Dizzy Gillespie was a pouch-cheeked trumpet great who helped foment the 1940s be-bop revolution. His mischievous stage antics belied a masterly grasp of the horn and a scholar's dedication to his music.
Gillespie was a high-profile ambassador-at-large for his music, a popularizer who appeared on talk shows and children's television programs to spread his gospel. He led several big bands on world tours under the aegis of the U.S. State Department.
He was instrumental in splicing Cuban and Latin strains into jazz, and from there, into mainstream popular music. His ensembles were steppingstones for such jazz stalwarts as John Coltrane, the Modern Jazz Quartet, Dexter Gordon and Sonny Stitt. As the swing era trailed off into its long night of decline after World War II, Gillespie found glory as the last great big-band leader, overseeing a tight-knit unit that played bop at furious tempos before flaming out after several incendiary years.

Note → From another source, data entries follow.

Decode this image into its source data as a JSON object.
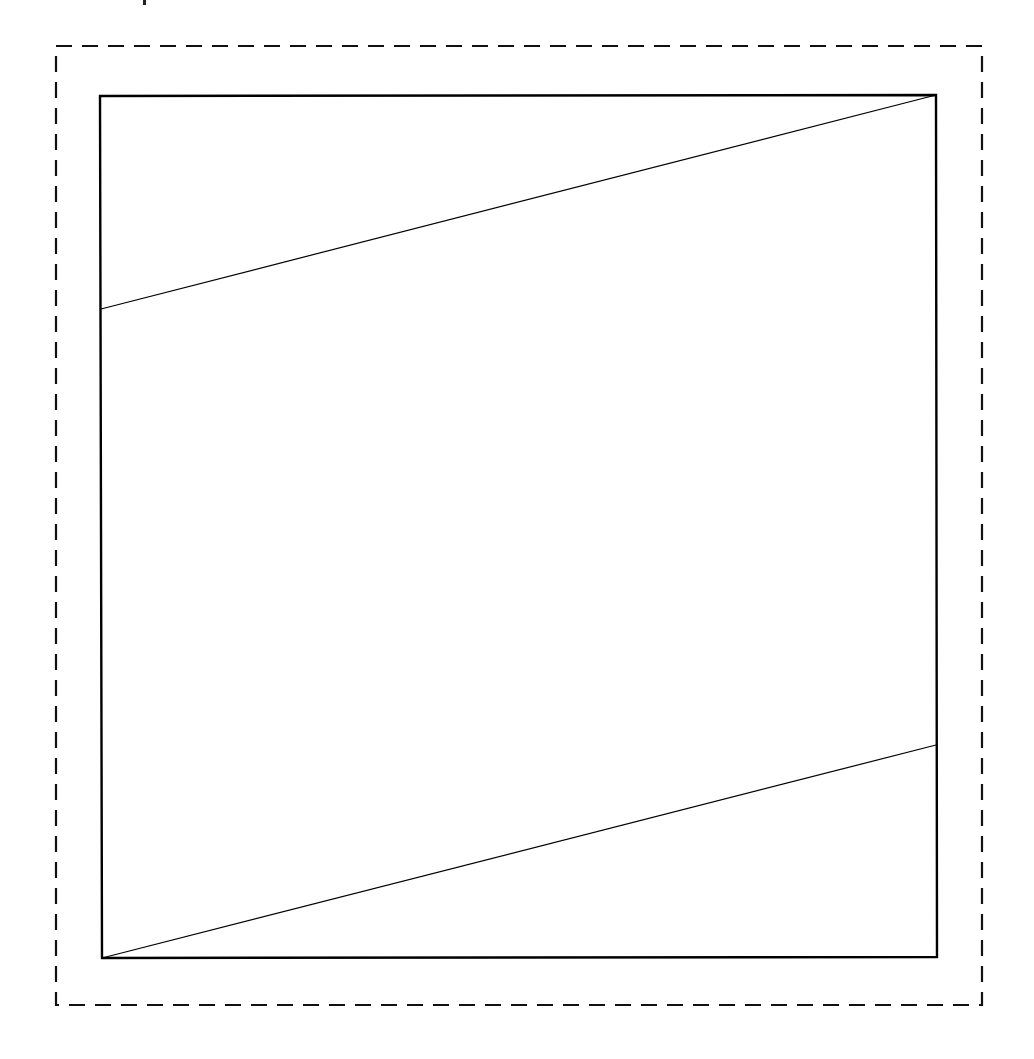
{
  "canvas": {
    "width": 1034,
    "height": 1059,
    "background": "#ffffff"
  },
  "colors": {
    "stroke": "#000000",
    "dashed_stroke": "#111111",
    "fragment": "#222222"
  },
  "top_fragment": {
    "x": 143,
    "y": 0,
    "width": 3,
    "height": 5
  },
  "outer_dashed_frame": {
    "x": 56,
    "y": 46,
    "width": 926,
    "height": 959,
    "stroke_width": 2.2,
    "dash": "16 10"
  },
  "square": {
    "x1": 100,
    "y1": 96,
    "x2": 936,
    "y2": 957,
    "stroke_width": 2.4,
    "corners": {
      "top_left": [
        100,
        96
      ],
      "top_right": [
        936,
        95
      ],
      "bottom_right": [
        937,
        957
      ],
      "bottom_left": [
        102,
        958
      ]
    }
  },
  "diagonals": [
    {
      "name": "upper-diagonal",
      "from": [
        101,
        309
      ],
      "to": [
        936,
        95
      ],
      "stroke_width": 1.2
    },
    {
      "name": "lower-diagonal",
      "from": [
        102,
        958
      ],
      "to": [
        936,
        745
      ],
      "stroke_width": 1.2
    }
  ]
}
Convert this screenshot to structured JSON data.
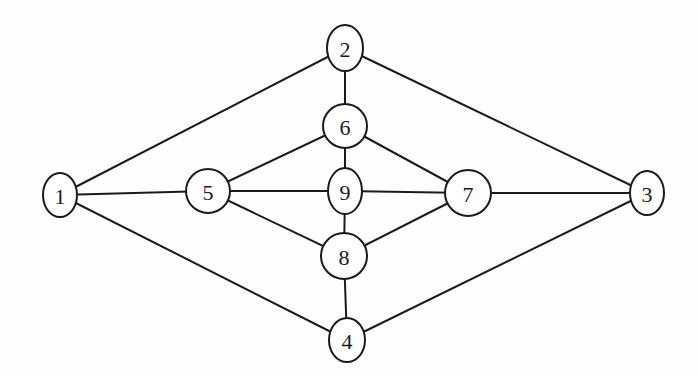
{
  "diagram": {
    "type": "undirected-graph",
    "nodes": [
      {
        "id": "1",
        "label": "1",
        "x": 60,
        "y": 195,
        "rx": 17,
        "ry": 22
      },
      {
        "id": "2",
        "label": "2",
        "x": 345,
        "y": 48,
        "rx": 18,
        "ry": 23
      },
      {
        "id": "3",
        "label": "3",
        "x": 647,
        "y": 193,
        "rx": 17,
        "ry": 22
      },
      {
        "id": "4",
        "label": "4",
        "x": 347,
        "y": 340,
        "rx": 18,
        "ry": 22
      },
      {
        "id": "5",
        "label": "5",
        "x": 208,
        "y": 191,
        "rx": 22,
        "ry": 22
      },
      {
        "id": "6",
        "label": "6",
        "x": 345,
        "y": 126,
        "rx": 22,
        "ry": 22
      },
      {
        "id": "7",
        "label": "7",
        "x": 468,
        "y": 193,
        "rx": 23,
        "ry": 23
      },
      {
        "id": "8",
        "label": "8",
        "x": 344,
        "y": 256,
        "rx": 23,
        "ry": 23
      },
      {
        "id": "9",
        "label": "9",
        "x": 345,
        "y": 191,
        "rx": 17,
        "ry": 23
      }
    ],
    "edges": [
      [
        "1",
        "2"
      ],
      [
        "1",
        "5"
      ],
      [
        "1",
        "4"
      ],
      [
        "2",
        "6"
      ],
      [
        "2",
        "3"
      ],
      [
        "5",
        "6"
      ],
      [
        "5",
        "9"
      ],
      [
        "5",
        "8"
      ],
      [
        "6",
        "9"
      ],
      [
        "6",
        "7"
      ],
      [
        "9",
        "7"
      ],
      [
        "9",
        "8"
      ],
      [
        "8",
        "7"
      ],
      [
        "8",
        "4"
      ],
      [
        "7",
        "3"
      ],
      [
        "4",
        "3"
      ]
    ],
    "colors": {
      "stroke": "#1a1a1a",
      "fill": "#ffffff",
      "background": "#fefefe"
    }
  }
}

Even the trumpet he played was unique. Gillespie always carried a trumpet whose bell turned up at a 45-degree angle—an odd positioning that he favored after someone accidentally fell on his instrument in 1953, giving it that odd twist.
Throughout the 1960s and 1970s, Gillespie appeared to settle into the role of elder statesman. He played trumpet on "Sesame Street" and chatted amiably with Johnny Carson on "The Tonight Show."
In his final years, he still set off on world tours and jazz cruises and even appeared as a disgruntled jazz expatriate in "The Winter in Lisbon," a film for which he also wrote the soundtrack. He became a Kennedy Center honoree in 1990 and was the subject of a brace of documentary films and television specials.